Albany Times Union

Trump, allies turn up the pressure

Suit wants court to help overturn Biden’s victory

- By David Nakamura and Robert Barnes

With his legal options dwindling and time running out before a key electoral college deadline, President Donald Trump on Thursday ramped up pressure on the Supreme

Court to help overturn Joe Biden's victory, gaining the support of more than 100 congressio­nal Republican­s in the unpreceden­ted assault on the U.S. election system.

In a morning tweet, Trump called on the court to "save our Country from the greatest Election abuse in the history of the United States," repeating his baseless claims of widespread fraud. He had a private lunch at the White House with some of the attorneys general from 18 Republican-led states asking the court to dismiss the results in four swing states that Biden won.

By late afternoon, 106 GOP House members — a majority of the 196-member Republican caucus — had signed on to an amicus brief to support the Texas-led motion.

Democrats denounced the last-ditch legal effort - filed this week by Texas Attorney General Ken Paxton, a Trump supporter who attended the White House lunch — to negate 10.4 million votes in favor of Biden in Georgia, Michigan, Pennsylvan­ia and Wisconsin.

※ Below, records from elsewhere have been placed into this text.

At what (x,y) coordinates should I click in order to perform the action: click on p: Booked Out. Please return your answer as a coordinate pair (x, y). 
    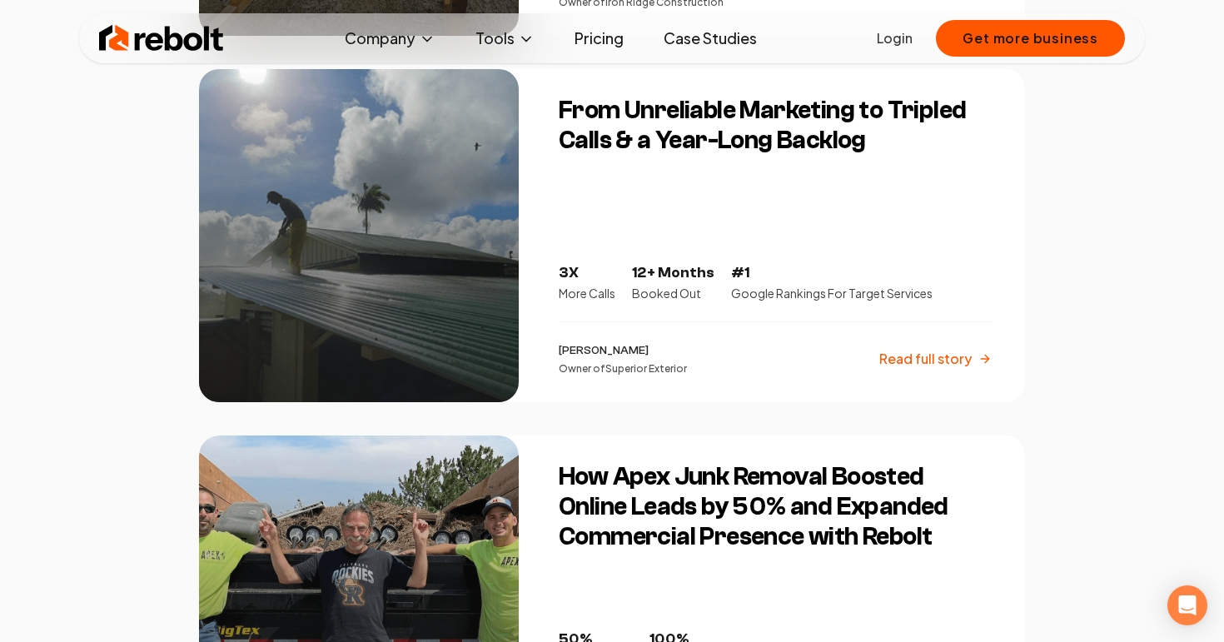
    Looking at the image, I should click on (673, 293).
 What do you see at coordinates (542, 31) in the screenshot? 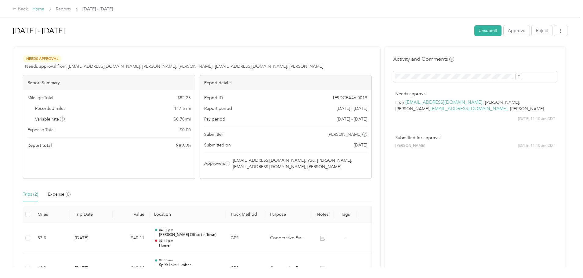
I see `button: Reject` at bounding box center [542, 31].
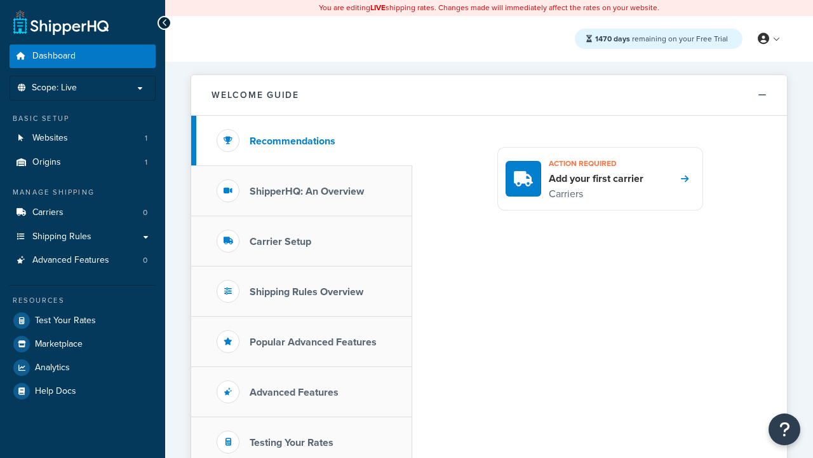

The appeal to the Supreme Court came days before the statutory deadline Monday for electoral college representa­tives in each state to vote on final certificat­ion of the results and send them to Congress for ratificati­on early next month. The justices could decide as soon as Friday whether to accept the case.

But officials in the targeted states said any claims in the filings have already been dismissed in lower courts. In all, 20 states, along with the District of Columbia, Guam and the U.S. Virgin Islands, filed a motion calling on the high court to reject the Texas request.